The National Agricultural Insurance Scheme (NAIS) operating in India was already reaching about 18 million farmers out of a total of about 125 million but most small area farms (which dominate the sector in India) were not covered. The NAIS cover operated on an “area yield” basis and so a drop in a crop yield caused by external factors such as drought triggered a payment to all insured farmers in the specified area.  There were possible ways to improve this cover to allow it to drill down to smaller land areas, speed up indemnity payments, be more crop specific and more applicable to small farm holdings. The NAIS scheme had tended to benefit larger farms (which can in any event be more efficient) and even then claims paid out were over 350% of premiums, thereby requiring substantial Government subsidy.

The weather based index scheme aimed to overcome some of the problems summarised above and even allow for extensions of cover for seeds and land preparation in advance of harvesting. In addition it would use sound actuarial rate setting so that government subsidies could be up front as a premium subsidy rather than making up losses after the event (which means compensation to farmers is delayed).

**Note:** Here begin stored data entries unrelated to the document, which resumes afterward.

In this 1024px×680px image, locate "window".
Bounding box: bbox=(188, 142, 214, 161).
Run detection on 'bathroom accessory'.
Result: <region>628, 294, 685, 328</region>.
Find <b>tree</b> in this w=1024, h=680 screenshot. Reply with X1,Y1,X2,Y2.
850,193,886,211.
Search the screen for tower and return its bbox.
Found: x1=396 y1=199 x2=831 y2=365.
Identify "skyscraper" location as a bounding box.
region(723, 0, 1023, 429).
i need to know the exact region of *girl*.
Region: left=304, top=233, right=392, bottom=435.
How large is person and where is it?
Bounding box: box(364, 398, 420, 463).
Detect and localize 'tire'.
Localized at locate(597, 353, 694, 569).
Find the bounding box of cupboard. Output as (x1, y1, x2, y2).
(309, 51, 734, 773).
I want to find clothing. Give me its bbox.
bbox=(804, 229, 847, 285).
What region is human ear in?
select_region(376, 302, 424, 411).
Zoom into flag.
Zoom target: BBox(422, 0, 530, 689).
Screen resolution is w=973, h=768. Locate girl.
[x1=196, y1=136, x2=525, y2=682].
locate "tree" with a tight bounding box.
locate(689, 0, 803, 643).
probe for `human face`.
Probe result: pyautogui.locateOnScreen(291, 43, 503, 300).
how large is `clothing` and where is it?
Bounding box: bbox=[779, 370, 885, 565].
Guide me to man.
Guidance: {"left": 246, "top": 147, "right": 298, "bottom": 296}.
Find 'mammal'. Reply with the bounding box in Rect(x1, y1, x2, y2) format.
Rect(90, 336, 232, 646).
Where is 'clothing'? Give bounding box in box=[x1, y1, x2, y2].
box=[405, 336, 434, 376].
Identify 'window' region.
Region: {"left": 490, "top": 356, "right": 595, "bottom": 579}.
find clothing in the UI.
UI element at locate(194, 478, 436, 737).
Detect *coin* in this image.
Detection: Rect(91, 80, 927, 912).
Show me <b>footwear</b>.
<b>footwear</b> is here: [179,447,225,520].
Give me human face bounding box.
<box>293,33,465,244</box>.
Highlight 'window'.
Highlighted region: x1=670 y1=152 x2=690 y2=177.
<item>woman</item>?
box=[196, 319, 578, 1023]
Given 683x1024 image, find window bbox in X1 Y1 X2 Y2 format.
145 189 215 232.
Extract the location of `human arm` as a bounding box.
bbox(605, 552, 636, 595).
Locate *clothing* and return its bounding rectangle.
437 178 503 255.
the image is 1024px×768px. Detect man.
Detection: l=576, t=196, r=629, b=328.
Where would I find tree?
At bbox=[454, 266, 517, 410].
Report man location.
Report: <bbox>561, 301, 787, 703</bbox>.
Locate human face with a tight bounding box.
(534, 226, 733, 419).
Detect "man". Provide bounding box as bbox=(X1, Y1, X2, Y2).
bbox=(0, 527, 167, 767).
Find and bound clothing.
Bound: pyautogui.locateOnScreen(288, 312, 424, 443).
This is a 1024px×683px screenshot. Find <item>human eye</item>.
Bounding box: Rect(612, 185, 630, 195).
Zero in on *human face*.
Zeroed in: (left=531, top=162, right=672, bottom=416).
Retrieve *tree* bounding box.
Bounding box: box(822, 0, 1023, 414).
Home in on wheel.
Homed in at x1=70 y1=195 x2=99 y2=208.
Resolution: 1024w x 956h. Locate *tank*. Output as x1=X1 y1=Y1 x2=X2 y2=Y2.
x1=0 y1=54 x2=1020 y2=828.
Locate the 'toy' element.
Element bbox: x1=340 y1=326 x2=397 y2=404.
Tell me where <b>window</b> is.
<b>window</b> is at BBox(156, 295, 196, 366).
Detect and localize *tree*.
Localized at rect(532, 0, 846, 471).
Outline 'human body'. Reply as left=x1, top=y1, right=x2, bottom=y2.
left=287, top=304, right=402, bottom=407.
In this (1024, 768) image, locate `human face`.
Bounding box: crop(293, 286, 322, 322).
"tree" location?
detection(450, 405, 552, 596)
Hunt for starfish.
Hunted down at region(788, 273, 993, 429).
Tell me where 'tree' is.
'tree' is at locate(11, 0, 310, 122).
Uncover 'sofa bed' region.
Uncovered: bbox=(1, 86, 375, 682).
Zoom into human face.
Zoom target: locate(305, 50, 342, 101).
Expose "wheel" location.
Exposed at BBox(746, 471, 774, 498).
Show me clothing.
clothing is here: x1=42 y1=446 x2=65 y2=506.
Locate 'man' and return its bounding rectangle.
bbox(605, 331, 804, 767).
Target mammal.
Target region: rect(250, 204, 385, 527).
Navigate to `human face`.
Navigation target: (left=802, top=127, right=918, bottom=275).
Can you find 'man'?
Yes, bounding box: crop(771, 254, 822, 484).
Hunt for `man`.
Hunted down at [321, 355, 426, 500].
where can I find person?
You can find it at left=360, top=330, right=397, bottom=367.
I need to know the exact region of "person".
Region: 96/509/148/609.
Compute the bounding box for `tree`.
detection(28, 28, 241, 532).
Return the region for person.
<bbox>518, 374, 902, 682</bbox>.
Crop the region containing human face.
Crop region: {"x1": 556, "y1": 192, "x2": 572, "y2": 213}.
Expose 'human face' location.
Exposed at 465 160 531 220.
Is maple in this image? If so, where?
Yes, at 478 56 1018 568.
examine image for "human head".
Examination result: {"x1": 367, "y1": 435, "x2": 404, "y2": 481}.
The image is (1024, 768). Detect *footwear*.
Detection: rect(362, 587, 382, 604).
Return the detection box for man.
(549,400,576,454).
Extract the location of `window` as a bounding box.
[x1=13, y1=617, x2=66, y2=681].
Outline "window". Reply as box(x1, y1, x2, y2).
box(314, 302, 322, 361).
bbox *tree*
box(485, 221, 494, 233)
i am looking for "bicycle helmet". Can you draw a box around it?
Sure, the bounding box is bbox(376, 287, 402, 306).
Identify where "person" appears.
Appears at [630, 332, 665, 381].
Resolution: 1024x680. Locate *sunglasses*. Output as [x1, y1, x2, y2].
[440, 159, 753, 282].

This technical assistance had various challenges: it required highly specialist expertise; had a short time frame so that the scheme could start to be tested through pilots in the pre-crops season; required a substantial amount of data collection and data cleansing and, a review of existing automatic and manual weather stations in India to determine value of input for the proposed pilots.

The focus for the pilots was on certain crops in certain rain-affected States (i.e. those States that experienced a periodic but damaging drought risk for crops). Crops involved in the pilots were: rice, cotton, groundnuts, wheat and sorghum.

Lessons learned:

  • Poverty alleviation can be substantial where such schemes are workable because the cover can benefit smaller farms and by getting the premiums “right” up front (even where some Government subsidy may still be involved) claims for loss can be substantially expedited.
  • The expertise required is highly specialised and this drives up cost for such technical assistance.
  • Funding is likely to be necessary for certain infrastructure investment such as automated weather stations.
  • Substantial on-going expertise in the host country in data gathering, actuarially-based premium setting and adjustment to changing weather patterns is also needed. This existed in India but in some other developing countries building this local capacity may be more of a challenge and could take 5 years or so depending on various factors.
  • Index-based insurance techniques can be applied other area or incidences of weather-based events e.g. floods (Mekong Delta); extreme winters (Mongolian live-stock).

Reports:

  • The terms of reference which are a useful guide for the technical assistance needed for other candidates in this area of work
  • An Executive Summary of the results of this project. There are many more detailed reports as outcomes but these are highly technical and more specific to certain crops and regions of India: the Executive Summary (19 pages) is sufficient as an introduction to the potential for this type of project.